Guy Tytunovich is the founder and CEO of CHEQ, a leader in customer acquisition security. 

When we think of operating costs for medium and large businesses, we immediately think of heavy-expense line items like payroll, commercial real estate, vendors and suppliers. Over the past decade, however, another form of (costly) expense is on the rise — data management. A recent study by McKinsey found that "a midsize institution with $5 billion of operating costs, spends more than $250 million on data across third-party data sourcing, architecture, governance and consumption." In fact, the annual cost of data consumption alone (report generation, business and marketing intelligence, data analysis, distribution) for a midsize organization can be as high as $90 million.

Why the massive investment? Because inaccurate data loses companies money.

Back in 2016, IBM had already estimated (via Harvard Business Review) that "the yearly cost of poor-quality data, in the U.S. alone" reached an astonishing $3.1 trillion, and in 2018, Gartner, Inc. found that "organizations believe poor data quality to be responsible for an average of $15 million per year in losses." Now, with increased reliance on data, we can only imagine the macro impact that bad data is having. With all this in mind, organizations are looking to invest more in good data management to drive good business decisions. This trend becomes apparent when looking at the rapid growth of the data management market, which is projected to increase by nearly 60% from 2020 to 2025, from $78 billion to $123 billion.

The rise of bots, fake users and invalid traffic is jeopardizing that investment.

It's no secret that a great portion of today's web traffic is driven by crawlers, scrapers, automation tools, fake accounts, proxy users, malicious botnets, hackers, fraudsters and click farms. In 2017, The Atlantic cited an Imperva report claiming that bots accounted for 52% of all internet traffic, while some estimates go even higher than that.

For a truly data-driven organization, this poses a strategic threat. If a large percentage of all site visits, ad clicks, form fills, sign-ups, chat requests and page engagements are coming from bots and fake users, then the data that BI and marketing intelligence teams are looking at is completely skewed. Just this past Black Friday, we found that over one-third of all online shoppers were fake. Think what that means if you're running analytics for a large e-commerce site and you're not aware that one in every three site visitors isn't real.

Sophisticated data-driven organizations are the most exposed.

Perhaps counterintuitively, the more an organization's data operation is sophisticated, the more it is exposed to data contamination. Think of it as a body with many limbs, where each limb is susceptible to infection. Now, take your typical midsize or enterprise data operation. We're talking about a robust setup that includes customer data platforms (CDP) and data management platforms (DMP), business and marketing intelligence software, a customer relationship management (CRM) software containing all of the sales and pipeline data, audience segments for retargeting, lookalike models and much more. Every one of these databases can get contaminated if invalid users and bot traffic are allowed in.

Imagine a CRM filled with 10% to 15% invalid leads. That's countless hours of the sales organization's time wasted on chasing bad leads as well increased costs for storing all those contacts. Think about audience segments polluted by invalid site visitors. Marketing organizations will end up remarketing to these audiences, wasting money and further polluting their funnels. BI tools are another high-risk area, as the business's entire view of reality as it pertains to web traffic, conversions, revenue and pipeline is completely offset by the presence of undetected invalid traffic.

The estimated cost of bot-skewed data is now almost $700 billion.

Data skewed by bots and fake traffic can cause material harm to an organization's health. A business's ability to forecast revenue, plan budgets and headcount growth, understand trends, optimize marketing and sales performance — all of these crucial functions are at risk when the data is off by 10% to 20% (and sometimes even higher). Our own recent study found that 27% of all organic and direct traffic was invalid and that the midsize and enterprise organizations lose $697 billion a year due to data skewed by fake traffic. A study by LeadJen found that sales and marketing departments lose 546 hours and over $20,000 per sales rep annually from using bad data, and research by MIT estimated "the cost of bad data to be 15% to 25% of revenue for most companies."

Ultimately, the problem of fake traffic and bots is becoming a strategic threat to the well-being of data-driven organizations, and as a result, many companies are recognizing the need to secure their investment in data, ensuring their operation remains clean. Unusual behavior and movement patterns on-site, sharp spikes in traffic at atypical times and increases in traffic from certain sources or geolocations can all raise red flags for data-driven professionals.

While the best step is to deploy proper security measures, organizations should — at the very least — be on the lookout for suspicious traffic trends, conversion rates that don't add up, CRM leads that seem off and any other activity that could be indicative of data contamination. Some manual work identifying and filtering out potentially harmful traffic from advertising campaigns, website pages and other digital assets is also a good start. Still, some false positives can occur, and bots do their best to appear human-like. Consider incorporating go-to-market cybersecurity, as this can typically be the most accurate way to ensure decisions are being made based on accurate data.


▸ YOUR ASSIGNMENT
Each entry must be printed again without a single change.

─── AVAILABLE DATA ───

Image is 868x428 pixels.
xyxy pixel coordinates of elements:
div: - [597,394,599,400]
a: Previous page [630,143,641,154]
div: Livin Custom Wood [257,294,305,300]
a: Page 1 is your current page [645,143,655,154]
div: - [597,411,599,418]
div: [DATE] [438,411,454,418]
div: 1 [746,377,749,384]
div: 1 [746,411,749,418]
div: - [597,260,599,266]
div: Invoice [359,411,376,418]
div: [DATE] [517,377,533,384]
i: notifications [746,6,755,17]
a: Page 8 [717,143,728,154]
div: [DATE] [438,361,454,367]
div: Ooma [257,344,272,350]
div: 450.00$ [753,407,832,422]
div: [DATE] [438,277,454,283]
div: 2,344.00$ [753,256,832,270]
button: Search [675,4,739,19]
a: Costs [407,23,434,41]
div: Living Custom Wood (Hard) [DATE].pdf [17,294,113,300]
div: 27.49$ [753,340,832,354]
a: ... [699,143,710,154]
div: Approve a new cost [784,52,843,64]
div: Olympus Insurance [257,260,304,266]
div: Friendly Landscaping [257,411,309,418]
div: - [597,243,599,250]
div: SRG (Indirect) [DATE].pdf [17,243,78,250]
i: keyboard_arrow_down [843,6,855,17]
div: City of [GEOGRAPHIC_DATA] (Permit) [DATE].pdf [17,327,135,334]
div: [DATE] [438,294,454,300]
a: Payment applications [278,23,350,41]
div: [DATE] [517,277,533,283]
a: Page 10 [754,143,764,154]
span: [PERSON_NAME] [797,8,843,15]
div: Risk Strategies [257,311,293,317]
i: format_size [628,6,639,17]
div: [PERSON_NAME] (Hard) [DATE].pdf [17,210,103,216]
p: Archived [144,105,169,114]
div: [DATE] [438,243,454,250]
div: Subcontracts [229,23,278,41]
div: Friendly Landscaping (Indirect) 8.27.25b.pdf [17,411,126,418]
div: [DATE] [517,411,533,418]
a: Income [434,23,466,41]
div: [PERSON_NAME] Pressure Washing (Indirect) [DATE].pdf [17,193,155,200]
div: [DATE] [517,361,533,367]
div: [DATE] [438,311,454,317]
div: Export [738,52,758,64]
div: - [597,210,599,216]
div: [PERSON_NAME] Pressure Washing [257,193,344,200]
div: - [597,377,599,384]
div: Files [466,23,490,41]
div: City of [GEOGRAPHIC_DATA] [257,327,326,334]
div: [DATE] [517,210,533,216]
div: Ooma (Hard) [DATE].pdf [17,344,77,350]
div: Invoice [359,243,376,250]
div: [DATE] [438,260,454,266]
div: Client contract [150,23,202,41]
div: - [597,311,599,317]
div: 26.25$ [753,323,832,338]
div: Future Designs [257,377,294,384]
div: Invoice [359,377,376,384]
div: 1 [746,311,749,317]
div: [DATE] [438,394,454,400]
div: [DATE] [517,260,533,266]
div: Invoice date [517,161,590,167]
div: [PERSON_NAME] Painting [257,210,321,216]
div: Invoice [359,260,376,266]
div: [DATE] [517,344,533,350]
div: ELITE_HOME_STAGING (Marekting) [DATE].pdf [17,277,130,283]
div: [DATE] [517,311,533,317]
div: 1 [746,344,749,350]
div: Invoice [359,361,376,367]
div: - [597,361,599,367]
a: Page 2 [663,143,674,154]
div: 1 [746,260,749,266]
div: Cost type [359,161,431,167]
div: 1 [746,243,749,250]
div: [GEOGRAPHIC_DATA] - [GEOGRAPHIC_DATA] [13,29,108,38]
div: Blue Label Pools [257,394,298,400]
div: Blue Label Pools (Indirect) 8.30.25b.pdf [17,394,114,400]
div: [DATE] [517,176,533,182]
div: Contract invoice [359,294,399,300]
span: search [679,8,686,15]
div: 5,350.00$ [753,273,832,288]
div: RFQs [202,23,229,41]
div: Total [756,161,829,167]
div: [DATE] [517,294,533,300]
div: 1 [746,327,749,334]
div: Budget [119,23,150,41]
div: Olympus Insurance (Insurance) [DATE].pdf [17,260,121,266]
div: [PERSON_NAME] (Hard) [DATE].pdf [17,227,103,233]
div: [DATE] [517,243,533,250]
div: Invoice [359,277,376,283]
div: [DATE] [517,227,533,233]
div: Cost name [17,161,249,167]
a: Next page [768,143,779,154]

───

▸ TASK ANSWER
Image is 868x428 pixels.
xyxy pixel coordinates of elements:
div: - [597,394,599,400]
a: Previous page [630,143,641,154]
div: Livin Custom Wood [257,294,305,300]
a: Page 1 is your current page [645,143,655,154]
div: - [597,411,599,418]
div: [DATE] [438,411,454,418]
div: 1 [746,377,749,384]
div: 1 [746,411,749,418]
div: - [597,260,599,266]
div: Invoice [359,411,376,418]
div: [DATE] [517,377,533,384]
i: notifications [746,6,755,17]
a: Page 8 [717,143,728,154]
div: [DATE] [438,361,454,367]
div: Ooma [257,344,272,350]
div: 450.00$ [753,407,832,422]
div: [DATE] [438,277,454,283]
div: 2,344.00$ [753,256,832,270]
button: Search [675,4,739,19]
a: Costs [407,23,434,41]
div: Living Custom Wood (Hard) [DATE].pdf [17,294,113,300]
div: 27.49$ [753,340,832,354]
a: ... [699,143,710,154]
div: Approve a new cost [784,52,843,64]
div: Olympus Insurance [257,260,304,266]
div: Friendly Landscaping [257,411,309,418]
div: - [597,243,599,250]
div: SRG (Indirect) [DATE].pdf [17,243,78,250]
i: keyboard_arrow_down [843,6,855,17]
div: City of [GEOGRAPHIC_DATA] (Permit) [DATE].pdf [17,327,135,334]
div: [DATE] [438,294,454,300]
a: Payment applications [278,23,350,41]
div: [DATE] [517,277,533,283]
a: Page 10 [754,143,764,154]
span: [PERSON_NAME] [797,8,843,15]
div: Risk Strategies [257,311,293,317]
i: format_size [628,6,639,17]
div: [PERSON_NAME] (Hard) [DATE].pdf [17,210,103,216]
p: Archived [144,105,169,114]
div: [DATE] [438,243,454,250]
div: Subcontracts [229,23,278,41]
div: Friendly Landscaping (Indirect) 8.27.25b.pdf [17,411,126,418]
div: [DATE] [517,411,533,418]
a: Income [434,23,466,41]
div: [PERSON_NAME] Pressure Washing (Indirect) [DATE].pdf [17,193,155,200]
div: [DATE] [517,361,533,367]
div: [DATE] [438,311,454,317]
div: Export [738,52,758,64]
div: - [597,210,599,216]
div: [PERSON_NAME] Pressure Washing [257,193,344,200]
div: - [597,377,599,384]
div: Files [466,23,490,41]
div: City of [GEOGRAPHIC_DATA] [257,327,326,334]
div: [DATE] [517,210,533,216]
div: Ooma (Hard) [DATE].pdf [17,344,77,350]
div: Invoice [359,243,376,250]
div: [DATE] [438,260,454,266]
div: Client contract [150,23,202,41]
div: - [597,311,599,317]
div: 26.25$ [753,323,832,338]
div: Future Designs [257,377,294,384]
div: Invoice [359,377,376,384]
div: 1 [746,311,749,317]
div: [DATE] [438,394,454,400]
div: [DATE] [517,260,533,266]
div: Invoice date [517,161,590,167]
div: [PERSON_NAME] Painting [257,210,321,216]
div: Invoice [359,260,376,266]
div: [DATE] [517,344,533,350]
div: ELITE_HOME_STAGING (Marekting) [DATE].pdf [17,277,130,283]
div: [DATE] [517,311,533,317]
div: 1 [746,344,749,350]
div: Invoice [359,361,376,367]
div: - [597,361,599,367]
a: Page 2 [663,143,674,154]
div: 1 [746,260,749,266]
div: Cost type [359,161,431,167]
div: 1 [746,243,749,250]
div: [GEOGRAPHIC_DATA] - [GEOGRAPHIC_DATA] [13,29,108,38]
div: Blue Label Pools [257,394,298,400]
div: Blue Label Pools (Indirect) 8.30.25b.pdf [17,394,114,400]
div: [DATE] [517,176,533,182]
div: Contract invoice [359,294,399,300]
span: search [679,8,686,15]
div: 5,350.00$ [753,273,832,288]
div: RFQs [202,23,229,41]
div: Total [756,161,829,167]
div: [DATE] [517,294,533,300]
div: 1 [746,327,749,334]
div: Budget [119,23,150,41]
div: Olympus Insurance (Insurance) [DATE].pdf [17,260,121,266]
div: [PERSON_NAME] (Hard) [DATE].pdf [17,227,103,233]
div: [DATE] [517,243,533,250]
div: Invoice [359,277,376,283]
div: [DATE] [517,227,533,233]
div: Cost name [17,161,249,167]
a: Next page [768,143,779,154]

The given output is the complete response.